Which he had done. She’d taken thirty-nine bites tonight. Thirty-nine spoonfuls of a gruel that would have made Oliver Twist lead an armed rebellion. No milk, no raisins, no cinnamon, no sugar. Just watery porridge and a glass of water. Not even tempted by her grandfather’s meal of chops and veg, she was.
“…for Your will is what we seek. Amen,” Tammy said, and he opened his eyes to find hers on him. Her expression was fond. He dropped her fingers in a rush.
He said roughly, “Bloody stupid. You know that, eh?”
She smiled. “So you’ve told me.” But she settled in so that he could tell her again, and she balanced her cheek on her palm.
“We pray before the bloody meal,” he groused. “Why d’we got to bloody pray at the bloody end as well?”
She answered by rote, but with no indication that she was tiring of a discussion they’d had at least twice a week since she’d come to Cornwall. “We say a prayer of thanks at the beginning. We thank God for the food we have. Then at the end we pray for those who don’t have enough food to sustain them.”
“If they’re bloody alive, they have enough bloody food to bloody sustain them, don’t they?” he countered.
“Grandie, you know what I mean. There’s a difference between just being alive and having enough to be sustained. Sustained means more than just living. It means having enough sustenance to engage. Take the Sudan, for example?”
“Now you hang on right there, missy-miss. And don’t move either.” He slid out from the banquette. He carried his plate the short distance to the caravan’s sink as a means of feigning other employment, but instead of beginning the washing up, he snatched her rucksack from the hook on the back of the door and said, “Let’s just have a look.”
She said, “Grandie,” in a patient voice. “You can’t stop me, you know.”
He said, “I know my duty to your parents is what I know, my girl.”
He brought the sack to the table and emptied its contents and there it was: on the cover a young black mother in tribal dress holding her child, one of them sorrowful and both of them hungry. Blurred in the background were countless others, waiting in a mixture of hope and confusion. The magazine was called Crossroads, and he scooped it up, rolled it up, and slapped it against his palm.
“Right,” he said. “Another bowl of that mush for you, then. Either that or a chop. You can take your choice.” He shoved the magazine into the back pocket of his drooping trousers. He would dispose of it later, when she’d gone to bed.
“I’ve had enough,” she said. “Truly. Grandie, I eat enough to stay alive and well, and that’s what God intended. We’re not meant to carry round excess flesh. Aside from being not good for us, it’s also not right.”
“Oh, a sin, is it?”
“Well…it can be, yes.”
“So your grandie’s a sinner? Going straight to hell on a plate of beans while you’re playing harps with the angels, eh?”

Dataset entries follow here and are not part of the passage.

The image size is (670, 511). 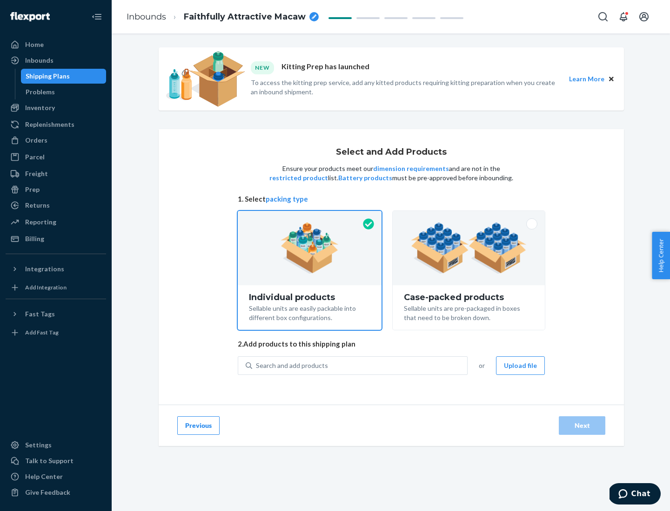 I want to click on div: Parcel, so click(x=35, y=157).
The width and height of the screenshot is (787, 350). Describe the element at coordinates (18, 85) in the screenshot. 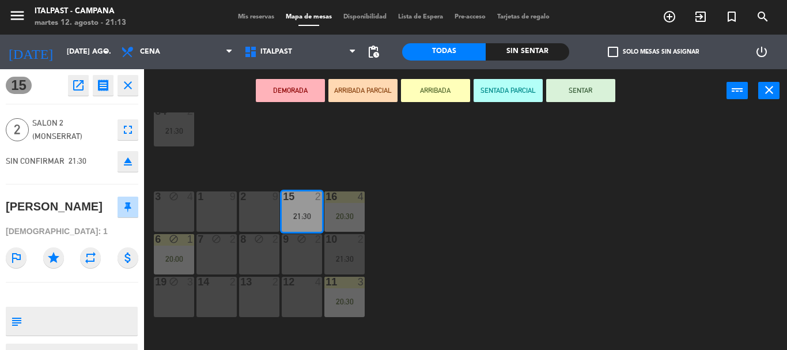

I see `span: 15` at that location.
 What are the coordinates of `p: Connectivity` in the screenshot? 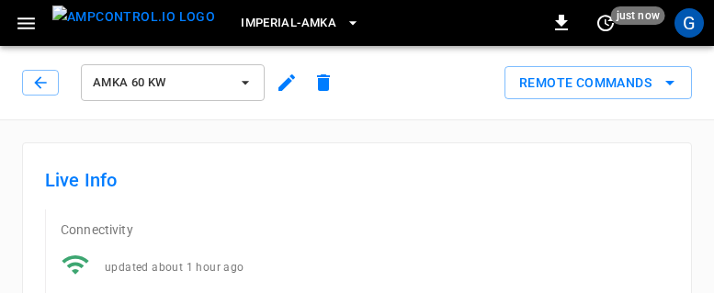 It's located at (365, 230).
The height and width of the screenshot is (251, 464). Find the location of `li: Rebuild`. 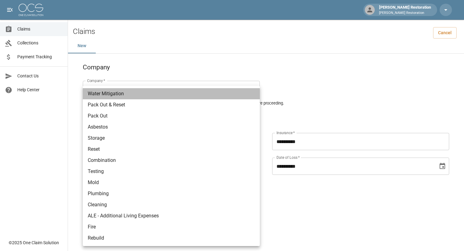

li: Rebuild is located at coordinates (171, 238).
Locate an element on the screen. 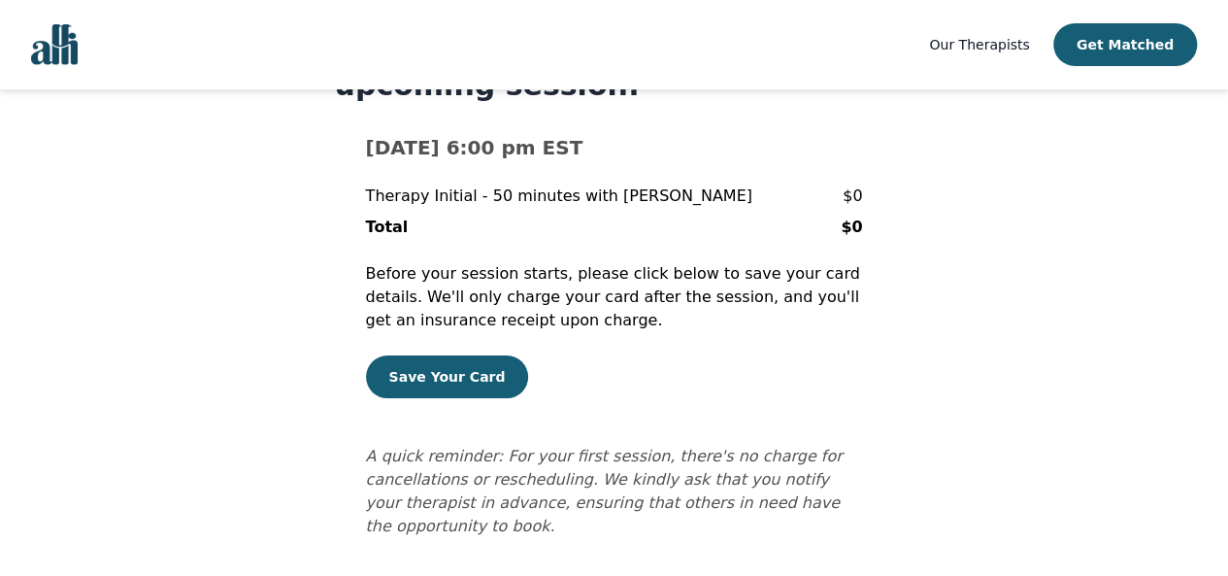 The width and height of the screenshot is (1228, 576). b: Total is located at coordinates (387, 226).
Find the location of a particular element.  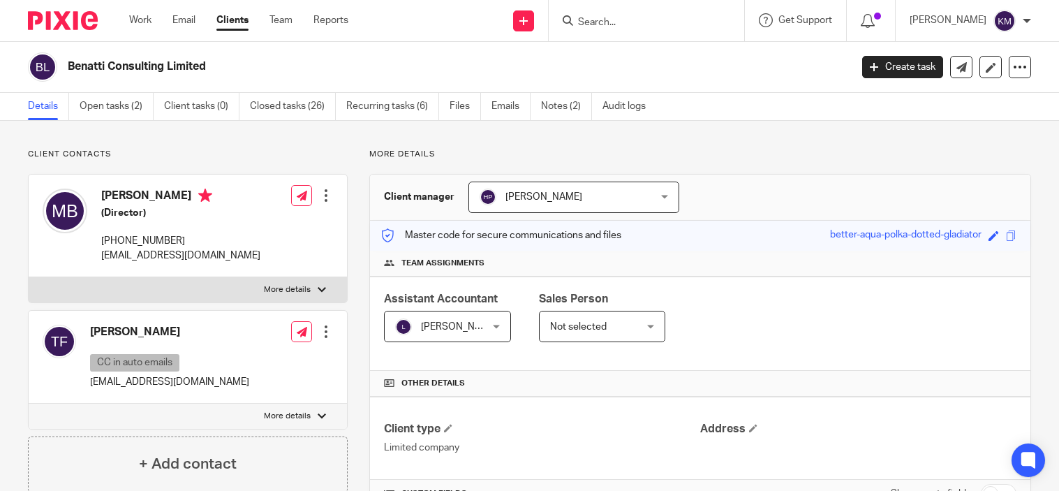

She laughed outright. “You know that’s not what I think.”
“What you think is a cartload of bollocks. What I know is that this stage you’re in?”
“A stage? And how do you know that when you and I have been together…what? Two months? Before that you didn’t even know me, Grandie. Not really.”
“Makes no difference, that. I know women. And you’re a woman despite what you’re doing to make yourself look like a twelve-year-old girl.”